Tuesday, June 2, 2009

Does Science Make Belief in God Obsolete?

Of course not.

Science itself does not contradict the hypothesis of God. Rather, it gives us a window on a dynamic and creative universe that expands our appreciation of the Divine in ways that could not have been imagined in ages past.


As an outspoken defender of evolution, I am often challenged by those who assume that if science can demonstrate the natural origins of our species, which it surely has, then God should be abandoned. But the Deity they reject so easily is not the one I know. To be threatened by science, God would have to be nothing more than a placeholder for human ignorance. This is the God of the creationists, of the "intelligent design" movement, of those who seek their God in darkness. What we have not found and do not yet understand becomes their best - indeed their only - evidence for faith. As a Christian, I find the flow of this logic particularly depressing. Not only does it teach us to fear the acquisition of knowledge (which might at any time disprove belief), but it also suggests that God dwells only in the shadows of our understanding. I suggest that if God is real, we should be able to find him somewhere else - in the bright light of human knowledge, spiritual and scientific.


And what a light that is. Science places us in an extraordinary universe, a place where stars and even galaxies continue to be born, where matter itself comes alive, evolves, and rises to each new challenge of its richly changing environment. We live in a world literally bursting with creative evolutionary potential, and it is quite reasonable to ask why that is so. To a person of faith, the answer to that question is God.


The English poet Matthew Arnold, at the dawn of the modern era, once lamented that all he could hear of the "Sea of Faith" was its "melancholy, long, withdrawing roar." To some, that melancholy roar is a sound to be savored because faith is a delusion, an obstacle, a stumbling block on the road to progress and enlightenment. It is the antithesis of science.


In this view, God is an explanation for the weak, a way out for those who cannot face the terrible realities revealed by science. The courageous, the bold, the "brights" are those who face that reality and accept it without the comforting crutch of faith by declaring God to be obsolete.


But science itself employs a kind of faith, a faith all scientists share, whether they are religious in the conventional sense or not. Science is built upon a faith that the world is understandable, and that there is a logic to reality that the human mind can explore and comprehend. It also holds, as an article of scientific faith, that such exploration is worth the trouble, because knowledge is always to be preferred to ignorance.


The categorical mistake of the atheist is to assume that God is natural, and therefore within the realm of science to investigate and test. By making God an ordinary part of the natural world, and failing to find Him there, they conclude that He does not exist. But God is not and cannot be part of nature. God is the reason for nature, the explanation of why things are. He is the answer to existence, not part of existence itself.


There is great naiveté in the assumption that our presence in the universe is self-explanatory, and does not require an answer. Many who reject God imply that reasons for the existence of an orderly natural world are not to be sought. The laws of nature exist simply because they are, or because we find ourselves in one of countless "multiverses" in which ours happens to be hospitable to life. No need to ask why this should be so, or inquire as to the mechanism that generates so many worlds. The curiosity of the theist who embraces science is greater, not less, because he seeks an explanation that is deeper than science can provide, an explanation that includes science, but then seeks the ultimate reason why the logic of science should work so well. The hypothesis of God comes not from a rejection of science, but from a penetrating curiosity that asks why science is even possible, and why the laws of nature exist for us to discover.


It is true, of course, that organized religions do not point to a single, coherent view of the nature of God. But to reject God because of the admitted self-contradictions and logical failings of organized religion would be like rejecting physics because of the inherent contradictions of quantum theory and general relativity. Science, all of science, is necessarily incomplete - this is, in fact, the reason why so many of us find science to be such an invigorating and fulfilling calling. Why, then, should we be surprised that religion is incomplete and contradictory as well? We do not abandon science because our human efforts to approach the great truths of nature are occasionally hampered by error, greed, dishonesty, and even fraud. Why then should we declare faith a "delusion" because belief in God is subject to exactly the same failings?


Albert Einstein once wrote that "the eternal mystery of the world is its comprehensibility." Today, even as science moves ahead, that mystery remains. Is there a genuine place for faith in the world of science? Indeed there is. Far from standing in conflict with it, the hypothesis of God validates not only our faith in science, but our sheer delight at the gifts of knowledge, love, and life.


→ What is being asked:
The lines you return should be those containing the string "meaning", taken from the data below.

Dataset entries on figures
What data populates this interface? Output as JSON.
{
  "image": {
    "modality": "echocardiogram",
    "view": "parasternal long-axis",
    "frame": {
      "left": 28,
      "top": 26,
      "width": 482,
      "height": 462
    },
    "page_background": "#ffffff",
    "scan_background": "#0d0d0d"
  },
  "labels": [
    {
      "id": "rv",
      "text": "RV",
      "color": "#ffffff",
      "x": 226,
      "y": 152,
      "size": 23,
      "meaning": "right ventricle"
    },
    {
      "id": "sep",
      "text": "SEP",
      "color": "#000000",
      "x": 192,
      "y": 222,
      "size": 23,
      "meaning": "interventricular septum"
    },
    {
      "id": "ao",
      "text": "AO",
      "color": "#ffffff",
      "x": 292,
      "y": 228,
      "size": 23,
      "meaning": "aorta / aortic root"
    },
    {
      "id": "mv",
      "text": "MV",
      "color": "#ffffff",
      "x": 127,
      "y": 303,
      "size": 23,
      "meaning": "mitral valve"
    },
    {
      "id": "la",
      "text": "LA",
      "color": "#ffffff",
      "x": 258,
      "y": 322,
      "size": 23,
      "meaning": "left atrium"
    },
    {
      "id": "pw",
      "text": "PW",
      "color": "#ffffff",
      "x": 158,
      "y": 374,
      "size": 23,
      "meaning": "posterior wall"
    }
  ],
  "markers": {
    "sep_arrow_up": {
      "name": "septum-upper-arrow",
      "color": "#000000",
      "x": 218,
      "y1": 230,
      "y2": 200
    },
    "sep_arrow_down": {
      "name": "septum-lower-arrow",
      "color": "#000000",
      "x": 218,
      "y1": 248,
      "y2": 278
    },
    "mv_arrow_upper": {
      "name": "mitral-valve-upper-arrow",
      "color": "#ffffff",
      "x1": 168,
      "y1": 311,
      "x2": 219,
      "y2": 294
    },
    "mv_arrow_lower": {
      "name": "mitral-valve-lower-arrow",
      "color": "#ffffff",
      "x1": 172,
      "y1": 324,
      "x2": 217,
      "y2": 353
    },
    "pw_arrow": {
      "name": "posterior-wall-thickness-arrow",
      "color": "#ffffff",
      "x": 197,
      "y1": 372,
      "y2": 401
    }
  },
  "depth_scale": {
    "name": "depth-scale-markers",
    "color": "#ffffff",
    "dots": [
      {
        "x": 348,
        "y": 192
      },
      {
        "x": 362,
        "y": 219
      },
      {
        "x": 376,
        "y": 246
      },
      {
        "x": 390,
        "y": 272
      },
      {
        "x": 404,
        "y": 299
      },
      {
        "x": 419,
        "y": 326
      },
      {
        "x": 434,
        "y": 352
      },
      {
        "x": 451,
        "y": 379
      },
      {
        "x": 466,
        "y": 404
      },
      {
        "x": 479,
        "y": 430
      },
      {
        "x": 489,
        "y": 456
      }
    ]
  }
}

→ Solution below:
      "meaning": "right ventricle"
      "meaning": "interventricular septum"
      "meaning": "aorta / aortic root"
      "meaning": "mitral valve"
      "meaning": "left atrium"
      "meaning": "posterior wall"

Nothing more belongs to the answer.